Quotes

“Education is an atmosphere, a discipline, and a life.” – Charlotte Mason

"To educate man is the art of arts, for he is the most complex and mysterious of all creatures." - Gregory the Theologian

Tuesday, December 27, 2011

More Chrysostom on Child Rearing

Go to this pdf for a translation of Chrysostom's An Address on Vainglory and The Right Way for Parents to Bring Up Their Children.   He explains how to tell a bible story to children, compares the child's soul to a city, urges discipline and self sufficiency, and prohibits children from attending the theater among other excellent advice.

He concludes,
"Young men are troubled by desire, women by love of finery and excitement. Let us therefore repress all these tendencies. Thus we shall be able to please God by rearing such athletes for Him, that we and our children may light on the blessings that are promised to them that love Him (cf. I Corinthians 2:9), by the grace and mercy of our Lord Jesus Christ, to Whom with the Father and the Holy Spirit be ascribed glory, power, and honor, now and for evermore. Amen."

Friday, December 16, 2011

de Maistre on Mothers

"It is for our sex, undoubtedly, to form geometers, tacticians, chemists, etc.; but for what is called the man, that is to say the moral man, is perhaps formed by the age of ten; and if it has not been done on the knees of his mother, it will always be a great misfortune.  Nothing can replace this education.  If the mother especially has made it a duty to imprint the divine character deeply on the brow of her son, one can be quite sure that the hand of vice will never efface it.  The young man can go astray, undoubtedly, but he will experience, if you will permit me this expression, a returning curve that will lead back to the point where he began."

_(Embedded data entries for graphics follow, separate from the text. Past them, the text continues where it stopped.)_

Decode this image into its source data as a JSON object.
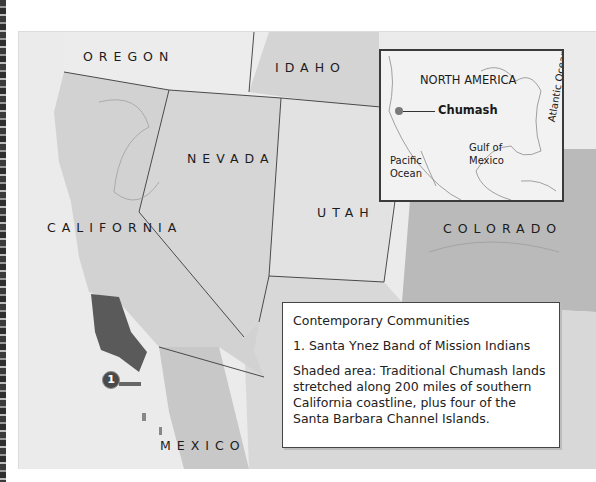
{
  "map": {
    "states": [
      {
        "name": "OREGON"
      },
      {
        "name": "IDAHO"
      },
      {
        "name": "NEVADA"
      },
      {
        "name": "UTAH"
      },
      {
        "name": "CALIFORNIA"
      },
      {
        "name": "COLORADO"
      },
      {
        "name": "MEXICO"
      }
    ],
    "marker": {
      "number": "1"
    },
    "colors": {
      "ocean": "#ebebeb",
      "land_light": "#e4e4e4",
      "land_mid": "#d2d2d2",
      "colorado": "#b9b9b9",
      "chumash_shaded": "#5a5a5a",
      "border": "#4a4a4a"
    }
  },
  "inset": {
    "title": "NORTH AMERICA",
    "point_label": "Chumash",
    "pacific": "Pacific Ocean",
    "pacific_line1": "Pacific",
    "pacific_line2": "Ocean",
    "gulf_line1": "Gulf of",
    "gulf_line2": "Mexico",
    "atlantic": "Atlantic Ocean"
  },
  "legend": {
    "heading": "Contemporary Communities",
    "items": [
      {
        "label": "1. Santa Ynez Band of Mission Indians"
      }
    ],
    "note": "Shaded area: Traditional Chumash lands stretched along 200 miles of southern California coastline, plus four of the Santa Barbara Channel Islands."
  }
}
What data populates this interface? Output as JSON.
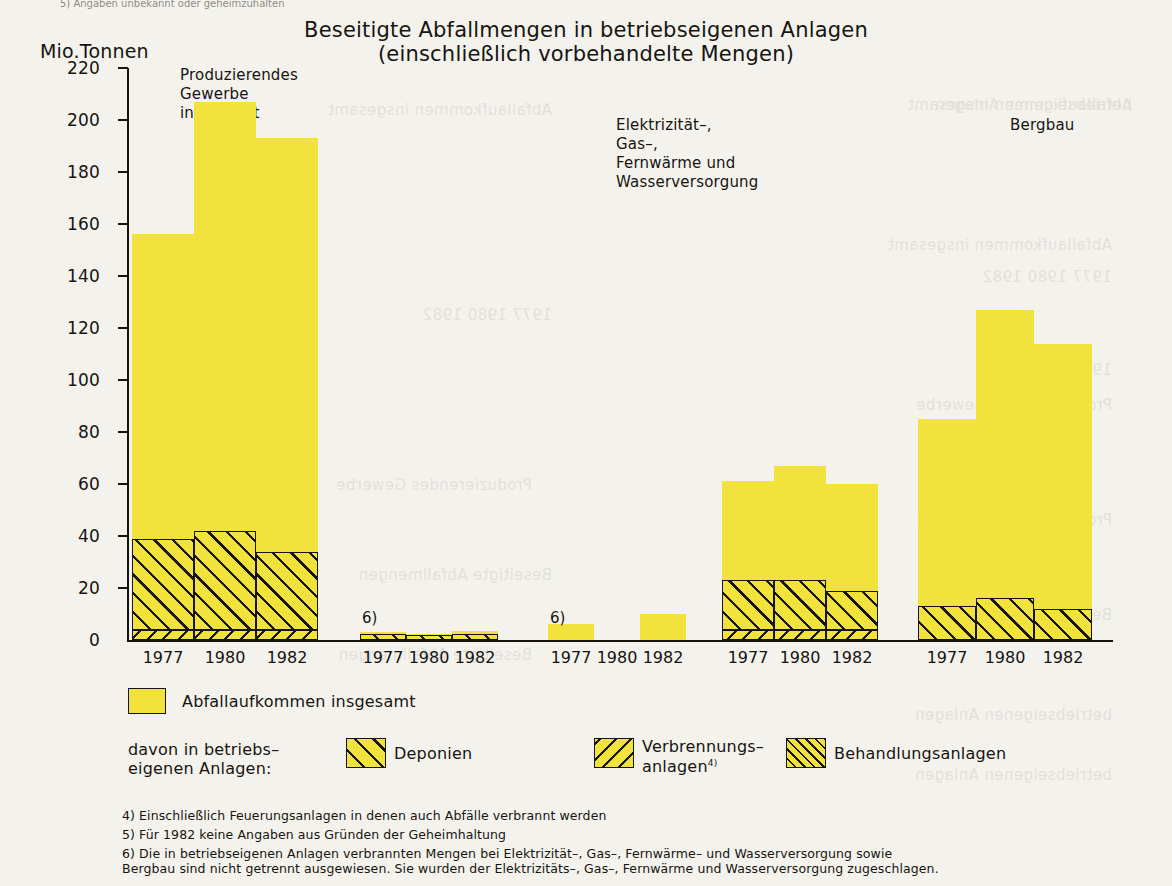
{
  "page": {
    "top_note": "5) Angaben unbekannt oder geheimzuhalten",
    "bleed_lines": [
      "Abfallaufkommen insgesamt",
      "1977  1980  1982",
      "Produzierendes Gewerbe",
      "Beseitigte Abfallmengen",
      "betriebseigenen Anlagen"
    ]
  },
  "chart_data": {
    "type": "bar",
    "title": "Beseitigte Abfallmengen in betriebseigenen Anlagen",
    "subtitle": "(einschließlich vorbehandelte Mengen)",
    "ylabel": "Mio.Tonnen",
    "xlabel": "",
    "ylim": [
      0,
      220
    ],
    "yticks": [
      0,
      20,
      40,
      60,
      80,
      100,
      120,
      140,
      160,
      180,
      200,
      220
    ],
    "ytick_labels": [
      "0",
      "20",
      "40",
      "60",
      "80",
      "100",
      "120",
      "140",
      "160",
      "180",
      "200",
      "220"
    ],
    "grid": false,
    "legend_position": "below",
    "x": [
      "1977",
      "1980",
      "1982"
    ],
    "series": [
      {
        "name": "Abfallaufkommen insgesamt",
        "key": "total",
        "pattern": "solid-yellow"
      },
      {
        "name": "Deponien",
        "key": "deponien",
        "pattern": "hatch-45"
      },
      {
        "name": "Verbrennungsanlagen",
        "key": "verbrennung",
        "pattern": "hatch-135"
      },
      {
        "name": "Behandlungsanlagen",
        "key": "behandlung",
        "pattern": "hatch-45-dense"
      }
    ],
    "groups": [
      {
        "label": "Produzierendes\nGewerbe insgesamt",
        "footnote_mark": "",
        "bars": [
          {
            "year": "1977",
            "total": 156,
            "deponien": 35,
            "verbrennung": 4,
            "behandlung": 0
          },
          {
            "year": "1980",
            "total": 207,
            "deponien": 38,
            "verbrennung": 4,
            "behandlung": 0
          },
          {
            "year": "1982",
            "total": 193,
            "deponien": 30,
            "verbrennung": 4,
            "behandlung": 0
          }
        ]
      },
      {
        "label": "Elektrizität–, Gas–,\nFernwärme und\nWasserversorgung",
        "footnote_mark": "6)",
        "bars": [
          {
            "year": "1977",
            "total": 3,
            "deponien": 2.5,
            "verbrennung": 0,
            "behandlung": 0
          },
          {
            "year": "1980",
            "total": 2.5,
            "deponien": 2,
            "verbrennung": 0,
            "behandlung": 0
          },
          {
            "year": "1982",
            "total": 3.5,
            "deponien": 2.5,
            "verbrennung": 0,
            "behandlung": 0
          }
        ]
      },
      {
        "label": "Bergbau",
        "footnote_mark": "6)",
        "bars": [
          {
            "year": "1977",
            "total": 6,
            "deponien": 0,
            "verbrennung": 0,
            "behandlung": 0
          },
          {
            "year": "1980",
            "total": 0,
            "deponien": 0,
            "verbrennung": 0,
            "behandlung": 0
          },
          {
            "year": "1982",
            "total": 10,
            "deponien": 0,
            "verbrennung": 0,
            "behandlung": 0
          }
        ]
      },
      {
        "label": "Verarbeitendes\nGewerbe",
        "footnote_mark": "",
        "bars": [
          {
            "year": "1977",
            "total": 61,
            "deponien": 19,
            "verbrennung": 4,
            "behandlung": 0
          },
          {
            "year": "1980",
            "total": 67,
            "deponien": 19,
            "verbrennung": 4,
            "behandlung": 0
          },
          {
            "year": "1982",
            "total": 60,
            "deponien": 15,
            "verbrennung": 4,
            "behandlung": 0
          }
        ]
      },
      {
        "label": "Baugewerbe",
        "footnote_mark": "",
        "bars": [
          {
            "year": "1977",
            "total": 85,
            "deponien": 13,
            "verbrennung": 0,
            "behandlung": 0
          },
          {
            "year": "1980",
            "total": 127,
            "deponien": 16,
            "verbrennung": 0,
            "behandlung": 0
          },
          {
            "year": "1982",
            "total": 114,
            "deponien": 12,
            "verbrennung": 0,
            "behandlung": 0
          }
        ]
      }
    ],
    "colors": {
      "fill": "#f2e23c",
      "ink": "#17140f",
      "paper": "#f4f2ed"
    }
  },
  "legend": {
    "total_label": "Abfallaufkommen insgesamt",
    "sub_label": "davon in betriebs–\neigenen Anlagen:",
    "items": [
      {
        "label": "Deponien",
        "sup": ""
      },
      {
        "label": "Verbrennungs–\nanlagen",
        "sup": "4)"
      },
      {
        "label": "Behandlungsanlagen",
        "sup": ""
      }
    ]
  },
  "footnotes": [
    "4) Einschließlich Feuerungsanlagen in denen auch Abfälle verbrannt werden",
    "5) Für 1982 keine Angaben aus Gründen der Geheimhaltung",
    "6) Die in betriebseigenen Anlagen verbrannten Mengen bei Elektrizität–, Gas–, Fernwärme– und Wasserversorgung sowie\n    Bergbau sind nicht getrennt ausgewiesen. Sie wurden der Elektrizitäts–, Gas–, Fernwärme und Wasserversorgung zugeschlagen."
  ]
}
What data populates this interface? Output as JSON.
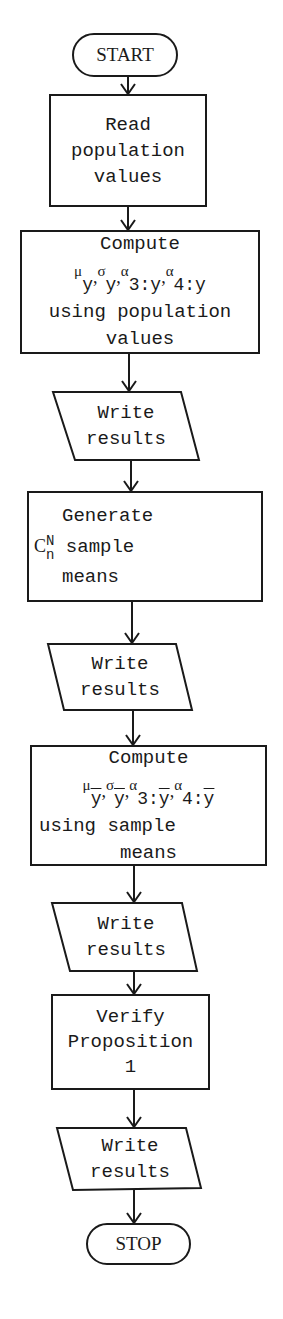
{
  "flowchart": {
    "nodes": [
      {
        "id": "start",
        "type": "terminator",
        "lines": [
          "START"
        ]
      },
      {
        "id": "read",
        "type": "process",
        "lines": [
          "Read",
          "population",
          "values"
        ]
      },
      {
        "id": "compute-pop",
        "type": "process",
        "lines": [
          "Compute",
          "μy,σy,α3:y,α4:y",
          "using population",
          "values"
        ]
      },
      {
        "id": "write-1",
        "type": "io",
        "lines": [
          "Write",
          "results"
        ]
      },
      {
        "id": "generate",
        "type": "process",
        "lines": [
          "Generate",
          "C(N,n) sample",
          "means"
        ]
      },
      {
        "id": "write-2",
        "type": "io",
        "lines": [
          "Write",
          "results"
        ]
      },
      {
        "id": "compute-sample",
        "type": "process",
        "lines": [
          "Compute",
          "μȳ,σȳ,α3:ȳ,α4:ȳ",
          "using sample",
          "means"
        ]
      },
      {
        "id": "write-3",
        "type": "io",
        "lines": [
          "Write",
          "results"
        ]
      },
      {
        "id": "verify",
        "type": "process",
        "lines": [
          "Verify",
          "Proposition",
          "1"
        ]
      },
      {
        "id": "write-4",
        "type": "io",
        "lines": [
          "Write",
          "results"
        ]
      },
      {
        "id": "stop",
        "type": "terminator",
        "lines": [
          "STOP"
        ]
      }
    ],
    "edges": [
      [
        "start",
        "read"
      ],
      [
        "read",
        "compute-pop"
      ],
      [
        "compute-pop",
        "write-1"
      ],
      [
        "write-1",
        "generate"
      ],
      [
        "generate",
        "write-2"
      ],
      [
        "write-2",
        "compute-sample"
      ],
      [
        "compute-sample",
        "write-3"
      ],
      [
        "write-3",
        "verify"
      ],
      [
        "verify",
        "write-4"
      ],
      [
        "write-4",
        "stop"
      ]
    ],
    "math": {
      "mu": "μ",
      "sigma": "σ",
      "alpha": "α",
      "sub_y": "y",
      "sub_3y": "3:y",
      "sub_4y": "4:y",
      "sub_3ybar": "3:",
      "sub_4ybar": "4:",
      "ybar": "y",
      "comb_C": "C",
      "comb_N": "N",
      "comb_n": "n",
      "comma": ","
    },
    "text": {
      "start": "START",
      "read_1": "Read",
      "read_2": "population",
      "read_3": "values",
      "cp_1": "Compute",
      "cp_3": "using population",
      "cp_4": "values",
      "write": "Write",
      "results": "results",
      "gen_1": "Generate",
      "gen_2": "sample",
      "gen_3": "means",
      "cs_1": "Compute",
      "cs_3": "using sample",
      "cs_4": "means",
      "ver_1": "Verify",
      "ver_2": "Proposition",
      "ver_3": "1",
      "stop": "STOP"
    },
    "colors": {
      "stroke": "#1a1a1a",
      "background": "#ffffff"
    }
  }
}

Wednesday, December 14, 2011

They have no door to their house

Some brothers were coming from Scetis to see Abba Anthony. When they were getting into a boat to go there, they found an old man who also wanted to go there. The brothers did not know him. They sat in the boat, occupied by turns with the words of the Fathers, Scripture and their manual work. As for the old man, he remained silent. When they arrived on shore they found that the old man was going to the cell of Abba Anthony too. When they reached the place, Anthony said to them, "You found this old man a good companion for the journey?" Then he said to the old man, " You have brought many good brethren with you, father." The old man said, "No doubt they are good, but they do not have a door to their house and anyone who wishes can enter the stable and loose the ass." He meant that the brethren said whatever came into their mouths. - 18th saying of St. Anthony

Saturday, December 10, 2011

A Near Perfect Assignment

"The teacher chose a subject taken sometimes from religion, sometimes from moral subjects, or even from fables, and proposed it to his students.  He said, for instance: Midas obtained from the gods the grace that everything he touched would change into gold: amplify, Messieurs, the disadvantages of this mad demand.  Every young man could see them well as a whole, but each put in the degree of imagination with which he had been provided, and became accustomed to seeing an object from all possible angles.  All these amplifications being done and given to the teacher to read, he showed his disciples what grace and richness Ovid had treated that subject, and it was a new lesson."

Sunday, December 4, 2011

Literature and the Positively Beautiful

From a letter from Dostoevsky to his niece in 1868:

The main idea of the novel is to present a positively beautiful man. This is the most difficult subject in the world, especially as it is now. All writers, not just ours, but European writers, too, have always failed whenever they attempted a portrait of the positively beautiful. Because the task is so infinite. The beautiful is an ideal, but both our ideal and that of civilized Europe are still far from being shaped. There is only one positively beautiful person in the world, Christ, and the phenomenon of this limitlessly, infinitely beautiful person is an infinite miracle in itself. (The whole Gospel according to John is about that: for him the whole miracle is only in the incarnation, in the manifestation of the beautiful.) But I am going too far. I’d only mention that of all the beautiful individuals in Christian literature, one stands out as the most perfect, Don Quixote. But he is beautiful only because he is ridiculous. Dickens’ Mr. Pickwick (who is, as a creative idea, infinitely weaker than Don Quixote but still gigantic) is also ridiculous but that is all he has to captivate us. Wherever compassion toward ridiculed and ingenious beauty is presented, the reader’s sympathy is aroused. The mystery of humor lies in this excitation of compassion.